Book Review: Autism's False Prophets by Paul Offit
I recently received and read Autism's False Prophets: Bad Science, Risky Medicine, and The Search for a Cure by Paul Offit through the ScienceBlogs Book Club. Offit first details the history of various attempts at defining the cause of and curing autism, focusing the most on first the MMR vaccine and then thiomersol (which contains mercury), which is contained in many vaccines (though not MMR).
In general I found this book interesting and educational (all I knew going in was that the "vaccines cause autism" nonsense was both quackery and dangerous), and I recommend it to anyone interested in the so-called controversy—there is no controversy as far as the science is concerned—as well as for the book's interesting discussion on the interaction between science and the public via the media. People distrust science and its authority figures all the time; usually this just leads to ignorance, but in the case of "let's not vaccinate our kids" it can lead to death. Which isn't cool.
Summary: Autism's False Prophets begins by offering a pre-vaccine history of autism and attempts to cure it. A pattern is established: people come up with some desperate theory, put a lot of time and effort and money in trying to "cure" their children, some of the "cures" wind up doing severe damage, parents move to next theory. Then enters the vaccine theory, which is actually two-fold. It begins in England with Andrew Wakefield announcing that the Measles, Mumps, and Rubella (MMR) vaccine increases rates of autism; he's even got an (unsupported) idea as to why this should be the case. (People seemed to not mind that he's had it out against MMR since the 1980s.) Meanwhile, as the MMR-autism link isn't able to be reproduced in independent studies and Wakefield is exposed as a fraud, a panel in the US realizes that the amount of ethylmercury in vaccines (used as a preservative, which makes the vaccine both cheaper and safer to use) is higher than the amount of recommend safe-levels of methylmercury. Spurred on by parents who have decided that their kids got autism after getting their vaccines (most austism symptoms become the most apparent about a year or so of age, right around when kids get many of their vaccines, so the emotional causal link isn't unsurprising), the panel figures that there isn't any harm in being cautious. So they announce that while there isn't any reason to be afraid, they will be looking into the situation. And all hell breaks loose.
Offit traces this aftermath right up to the Omnibus Autism Proceedings, a huge court case of thousands of parents claiming that vaccines caused autism in their children; the court's decision is due out early 2009. Offit then discusses how this controversy is a classic example of fear, scandal, and headlines driving the media narrative more than responsibly informing the public of the facts: the scientific case showing no linkage between vaccines and autism has actually been established for some years now. But, Offit argues, the public equates going online and reading what shows up on a Google search with scientific literacy, and our culture likes to buck authority, and so the result is kids dying of measles. The book closes with a short look into what actually does cause autism (it's genetic), and how a few parents of autistic children who know vaccines weren't the cause—and who don't like having their children referred to as "mad," "damaged," or "soulless"—have been responding to this whole fiasco.
Review: In general, I liked this book and found it easy to read. However, there were several stylistic points which were downright annoying. (I get the impression that while the author did his job, the editor did not.) First, there are several simultaneous storylines weaved throughout the text, yet as the story is not always told chronologically, it's difficult to keep any of the dates and the relative orderings of different "plots" straight. In this same vein, the book is written with the understanding that vaccines do not cause autism, but often the story is told like it is a story, a thriller: the case against vaccines-cause-autism isn't made strongly and irrevocably until well into the book, so someone could easily read halfway and think "zomg! conspiracy!!!" Also, as this is a book talking about how important believing the scientific consensus is, I would have appreciated it if the end notes listed at the back of the book were actually marked in the text itself. The organization of the book is also somewhat shaky, causing some interesting points get a bit buried in the text. For example: if vaccines-cause-autism really is this big conspiracy, then how come the scientists, etc. supposedly perpetuating this conspiracy vaccinate their own kids? Or that kids absorb more methylmercury from breast milk and baby formula than from vaccines in their first few months of life anyhow, a fact which is just mentioned in an off-hand kind of way in the middle of some chapter.
The two chapters towards the end of the book on science and the media and how the general public portrays science were both interesting and elucidating. I can't come up with solutions to these problems, but Offit at least lays out the issues well.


▶ **ACTIVITY**
Where the word "bacteria" occurs in a line of the listing below, copy that line.

▶ **RECORDS FOR THE EXERCISE**
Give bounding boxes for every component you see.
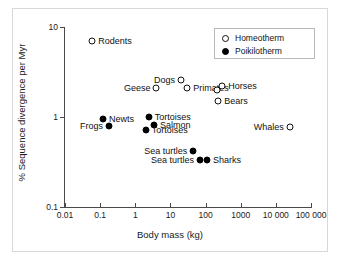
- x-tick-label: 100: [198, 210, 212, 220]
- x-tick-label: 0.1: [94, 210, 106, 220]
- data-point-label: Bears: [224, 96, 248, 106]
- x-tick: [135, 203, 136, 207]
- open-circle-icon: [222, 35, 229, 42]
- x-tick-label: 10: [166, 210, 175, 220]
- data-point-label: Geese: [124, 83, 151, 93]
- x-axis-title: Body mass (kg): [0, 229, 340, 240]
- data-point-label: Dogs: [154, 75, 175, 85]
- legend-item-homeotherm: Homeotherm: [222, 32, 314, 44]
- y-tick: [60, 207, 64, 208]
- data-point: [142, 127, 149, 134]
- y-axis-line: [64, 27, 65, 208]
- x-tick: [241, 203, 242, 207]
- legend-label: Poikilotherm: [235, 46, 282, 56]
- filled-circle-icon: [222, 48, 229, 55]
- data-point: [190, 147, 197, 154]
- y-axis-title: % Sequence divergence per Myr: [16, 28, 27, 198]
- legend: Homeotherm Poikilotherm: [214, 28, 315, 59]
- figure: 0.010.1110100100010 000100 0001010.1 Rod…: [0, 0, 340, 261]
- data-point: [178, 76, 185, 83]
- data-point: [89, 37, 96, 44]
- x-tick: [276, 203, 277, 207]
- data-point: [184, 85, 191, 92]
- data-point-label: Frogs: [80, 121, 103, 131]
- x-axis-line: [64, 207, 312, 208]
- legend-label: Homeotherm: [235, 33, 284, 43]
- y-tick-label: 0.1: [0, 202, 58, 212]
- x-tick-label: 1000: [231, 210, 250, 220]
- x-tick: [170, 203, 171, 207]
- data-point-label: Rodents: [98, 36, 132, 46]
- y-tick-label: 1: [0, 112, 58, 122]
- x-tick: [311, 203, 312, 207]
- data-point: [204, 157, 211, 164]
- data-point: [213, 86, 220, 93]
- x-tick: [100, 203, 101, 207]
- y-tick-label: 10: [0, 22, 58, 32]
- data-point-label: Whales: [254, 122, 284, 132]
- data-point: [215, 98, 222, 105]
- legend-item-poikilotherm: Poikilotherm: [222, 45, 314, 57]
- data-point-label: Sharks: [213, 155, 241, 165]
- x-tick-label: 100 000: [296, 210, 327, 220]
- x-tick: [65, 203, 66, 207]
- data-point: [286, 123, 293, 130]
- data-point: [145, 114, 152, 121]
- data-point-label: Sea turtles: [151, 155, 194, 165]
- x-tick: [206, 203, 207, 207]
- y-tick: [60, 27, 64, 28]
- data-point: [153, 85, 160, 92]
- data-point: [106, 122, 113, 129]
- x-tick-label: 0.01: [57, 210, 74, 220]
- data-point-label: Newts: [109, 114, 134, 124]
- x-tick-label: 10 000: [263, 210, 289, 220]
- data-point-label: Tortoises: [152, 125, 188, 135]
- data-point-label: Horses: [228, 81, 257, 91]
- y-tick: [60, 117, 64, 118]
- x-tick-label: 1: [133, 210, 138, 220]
...
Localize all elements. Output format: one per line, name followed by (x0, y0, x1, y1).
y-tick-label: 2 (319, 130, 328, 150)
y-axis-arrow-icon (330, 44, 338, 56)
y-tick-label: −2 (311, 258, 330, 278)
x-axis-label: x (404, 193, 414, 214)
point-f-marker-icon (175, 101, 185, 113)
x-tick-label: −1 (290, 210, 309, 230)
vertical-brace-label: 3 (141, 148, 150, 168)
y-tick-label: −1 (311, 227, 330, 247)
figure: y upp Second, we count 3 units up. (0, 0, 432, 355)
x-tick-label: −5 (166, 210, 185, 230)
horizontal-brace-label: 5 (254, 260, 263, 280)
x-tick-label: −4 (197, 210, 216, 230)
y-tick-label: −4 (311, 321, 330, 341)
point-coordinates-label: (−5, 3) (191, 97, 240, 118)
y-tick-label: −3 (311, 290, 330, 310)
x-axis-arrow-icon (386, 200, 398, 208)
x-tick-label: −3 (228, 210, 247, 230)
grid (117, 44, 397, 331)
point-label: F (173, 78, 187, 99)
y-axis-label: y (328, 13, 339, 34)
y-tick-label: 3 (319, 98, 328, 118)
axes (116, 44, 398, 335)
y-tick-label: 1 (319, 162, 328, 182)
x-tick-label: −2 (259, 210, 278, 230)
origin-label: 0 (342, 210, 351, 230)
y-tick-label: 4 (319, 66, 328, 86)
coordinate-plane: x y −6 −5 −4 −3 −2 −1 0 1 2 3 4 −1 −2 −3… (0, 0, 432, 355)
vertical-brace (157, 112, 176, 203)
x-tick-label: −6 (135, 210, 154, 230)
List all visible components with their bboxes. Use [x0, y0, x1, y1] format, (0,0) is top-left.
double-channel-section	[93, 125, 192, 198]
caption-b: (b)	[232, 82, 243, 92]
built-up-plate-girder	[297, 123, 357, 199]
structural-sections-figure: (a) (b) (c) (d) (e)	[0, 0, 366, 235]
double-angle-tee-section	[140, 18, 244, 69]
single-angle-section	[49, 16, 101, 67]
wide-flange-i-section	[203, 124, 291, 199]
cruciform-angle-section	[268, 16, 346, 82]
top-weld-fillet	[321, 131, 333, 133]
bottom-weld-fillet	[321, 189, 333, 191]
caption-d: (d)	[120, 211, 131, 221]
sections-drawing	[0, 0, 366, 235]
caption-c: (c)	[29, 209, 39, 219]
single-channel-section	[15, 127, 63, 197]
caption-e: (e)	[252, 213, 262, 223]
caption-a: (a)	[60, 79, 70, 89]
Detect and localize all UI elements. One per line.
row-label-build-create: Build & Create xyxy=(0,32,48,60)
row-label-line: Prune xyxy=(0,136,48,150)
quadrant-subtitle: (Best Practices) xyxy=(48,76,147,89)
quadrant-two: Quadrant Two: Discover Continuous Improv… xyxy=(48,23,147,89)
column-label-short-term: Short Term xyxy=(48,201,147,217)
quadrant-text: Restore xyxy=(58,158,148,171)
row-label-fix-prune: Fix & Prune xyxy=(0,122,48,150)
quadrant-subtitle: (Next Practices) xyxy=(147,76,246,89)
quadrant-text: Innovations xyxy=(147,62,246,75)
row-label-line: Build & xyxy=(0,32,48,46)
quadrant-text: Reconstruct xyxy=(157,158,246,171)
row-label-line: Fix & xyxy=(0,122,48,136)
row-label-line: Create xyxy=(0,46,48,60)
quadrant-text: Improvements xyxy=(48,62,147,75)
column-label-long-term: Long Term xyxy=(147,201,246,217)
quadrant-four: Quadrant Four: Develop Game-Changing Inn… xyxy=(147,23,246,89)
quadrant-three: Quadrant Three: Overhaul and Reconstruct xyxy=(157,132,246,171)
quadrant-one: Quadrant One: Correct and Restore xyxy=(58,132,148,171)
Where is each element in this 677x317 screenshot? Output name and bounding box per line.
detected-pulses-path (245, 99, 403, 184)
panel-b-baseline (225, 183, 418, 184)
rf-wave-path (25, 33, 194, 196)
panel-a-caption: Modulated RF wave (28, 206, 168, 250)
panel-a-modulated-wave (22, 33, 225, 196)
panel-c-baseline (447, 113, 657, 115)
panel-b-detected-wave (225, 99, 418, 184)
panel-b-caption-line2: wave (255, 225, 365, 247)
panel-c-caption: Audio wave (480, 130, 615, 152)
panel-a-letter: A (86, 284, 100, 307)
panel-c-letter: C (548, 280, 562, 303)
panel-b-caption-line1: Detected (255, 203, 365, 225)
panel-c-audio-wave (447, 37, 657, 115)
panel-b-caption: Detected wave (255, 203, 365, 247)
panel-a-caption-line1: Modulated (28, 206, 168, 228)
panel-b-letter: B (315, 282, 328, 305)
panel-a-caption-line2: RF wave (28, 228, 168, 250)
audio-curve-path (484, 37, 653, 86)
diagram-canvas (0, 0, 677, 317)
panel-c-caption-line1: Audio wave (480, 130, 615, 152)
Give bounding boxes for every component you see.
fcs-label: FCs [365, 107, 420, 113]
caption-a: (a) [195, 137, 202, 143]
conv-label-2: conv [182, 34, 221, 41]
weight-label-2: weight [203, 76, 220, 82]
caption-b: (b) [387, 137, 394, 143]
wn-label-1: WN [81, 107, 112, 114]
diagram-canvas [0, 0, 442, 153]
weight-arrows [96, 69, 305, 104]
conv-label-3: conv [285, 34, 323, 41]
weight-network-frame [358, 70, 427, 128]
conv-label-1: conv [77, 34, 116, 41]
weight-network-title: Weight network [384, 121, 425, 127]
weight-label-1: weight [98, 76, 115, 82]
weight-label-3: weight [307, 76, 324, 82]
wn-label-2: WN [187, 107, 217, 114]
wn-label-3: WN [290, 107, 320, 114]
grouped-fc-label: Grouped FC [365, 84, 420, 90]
* * *
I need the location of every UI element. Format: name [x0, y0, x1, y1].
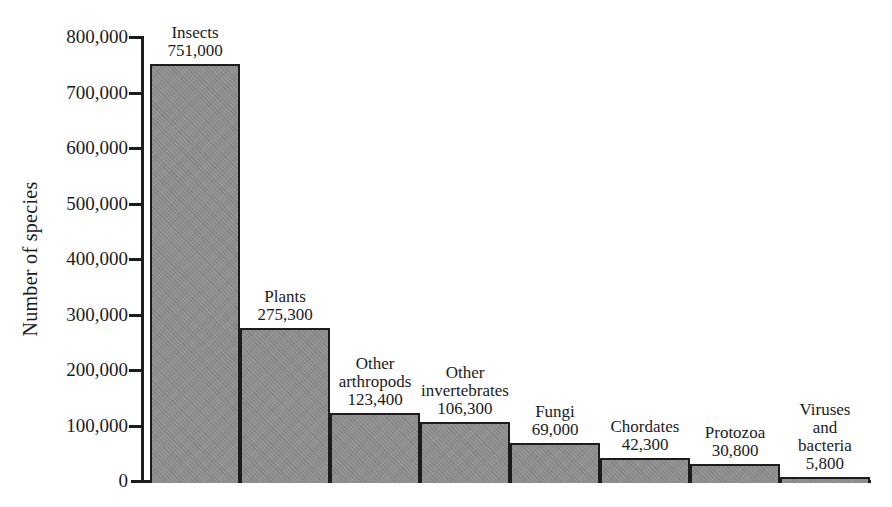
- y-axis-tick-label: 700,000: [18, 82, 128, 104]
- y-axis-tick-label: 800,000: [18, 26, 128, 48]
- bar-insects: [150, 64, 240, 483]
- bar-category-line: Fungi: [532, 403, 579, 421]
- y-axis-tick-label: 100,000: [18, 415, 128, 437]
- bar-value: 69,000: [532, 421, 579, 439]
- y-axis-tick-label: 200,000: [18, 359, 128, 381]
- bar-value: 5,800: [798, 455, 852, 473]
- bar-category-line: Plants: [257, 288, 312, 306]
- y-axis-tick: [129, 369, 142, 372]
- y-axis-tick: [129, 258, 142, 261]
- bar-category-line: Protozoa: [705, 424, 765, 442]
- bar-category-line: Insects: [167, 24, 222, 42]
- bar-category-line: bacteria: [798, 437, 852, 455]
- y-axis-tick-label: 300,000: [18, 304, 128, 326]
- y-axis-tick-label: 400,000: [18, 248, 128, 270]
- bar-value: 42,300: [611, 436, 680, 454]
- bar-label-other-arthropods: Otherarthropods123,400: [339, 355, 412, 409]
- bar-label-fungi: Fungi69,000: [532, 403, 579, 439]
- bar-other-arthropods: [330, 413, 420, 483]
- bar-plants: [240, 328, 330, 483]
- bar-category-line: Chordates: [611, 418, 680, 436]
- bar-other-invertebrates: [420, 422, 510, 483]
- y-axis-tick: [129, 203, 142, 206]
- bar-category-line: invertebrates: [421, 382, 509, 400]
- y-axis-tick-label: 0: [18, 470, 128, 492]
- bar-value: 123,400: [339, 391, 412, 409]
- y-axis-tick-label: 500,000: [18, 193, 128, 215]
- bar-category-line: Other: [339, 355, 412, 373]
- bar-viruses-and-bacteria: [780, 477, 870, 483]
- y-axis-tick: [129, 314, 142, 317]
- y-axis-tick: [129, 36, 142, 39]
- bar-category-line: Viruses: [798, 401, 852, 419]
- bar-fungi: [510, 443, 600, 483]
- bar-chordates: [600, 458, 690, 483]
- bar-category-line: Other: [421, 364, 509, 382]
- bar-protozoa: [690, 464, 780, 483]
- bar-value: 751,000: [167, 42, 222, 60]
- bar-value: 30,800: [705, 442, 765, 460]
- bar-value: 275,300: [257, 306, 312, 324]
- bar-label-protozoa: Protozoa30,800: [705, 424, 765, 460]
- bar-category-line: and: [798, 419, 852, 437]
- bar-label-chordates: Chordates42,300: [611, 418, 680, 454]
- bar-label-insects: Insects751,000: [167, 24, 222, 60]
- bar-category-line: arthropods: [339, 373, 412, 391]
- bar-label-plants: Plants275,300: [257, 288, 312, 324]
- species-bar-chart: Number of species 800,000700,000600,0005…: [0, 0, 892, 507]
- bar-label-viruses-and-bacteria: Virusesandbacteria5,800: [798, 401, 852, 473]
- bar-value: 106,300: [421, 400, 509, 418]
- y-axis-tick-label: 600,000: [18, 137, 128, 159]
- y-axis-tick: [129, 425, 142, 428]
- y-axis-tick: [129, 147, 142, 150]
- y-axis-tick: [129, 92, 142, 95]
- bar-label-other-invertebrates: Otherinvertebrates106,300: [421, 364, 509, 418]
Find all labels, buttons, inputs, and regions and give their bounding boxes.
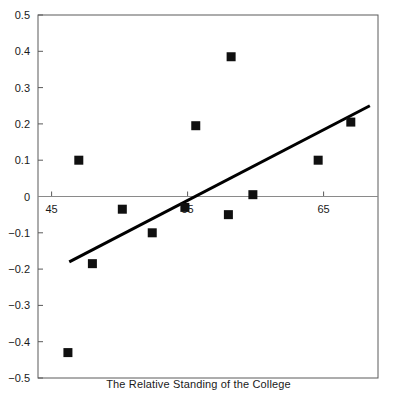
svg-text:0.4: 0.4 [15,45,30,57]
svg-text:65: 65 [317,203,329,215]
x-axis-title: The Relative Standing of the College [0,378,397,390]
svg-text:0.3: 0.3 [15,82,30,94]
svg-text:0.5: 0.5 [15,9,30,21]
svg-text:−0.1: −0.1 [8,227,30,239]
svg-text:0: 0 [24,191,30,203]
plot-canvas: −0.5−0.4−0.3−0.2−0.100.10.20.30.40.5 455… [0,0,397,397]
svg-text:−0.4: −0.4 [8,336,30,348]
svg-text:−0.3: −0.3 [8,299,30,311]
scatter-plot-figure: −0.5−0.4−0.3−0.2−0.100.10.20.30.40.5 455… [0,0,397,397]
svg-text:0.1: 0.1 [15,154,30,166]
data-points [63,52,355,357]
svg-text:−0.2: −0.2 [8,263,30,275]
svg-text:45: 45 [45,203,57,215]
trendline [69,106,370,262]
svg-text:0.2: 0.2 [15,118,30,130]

▶ **WORKED SOLUTION**
- bar-category-line: bacteria: [798, 437, 852, 455]
- bar-viruses-and-bacteria: [780, 477, 870, 483]
- bar-label-viruses-and-bacteria: Virusesandbacteria5,800: [798, 401, 852, 473]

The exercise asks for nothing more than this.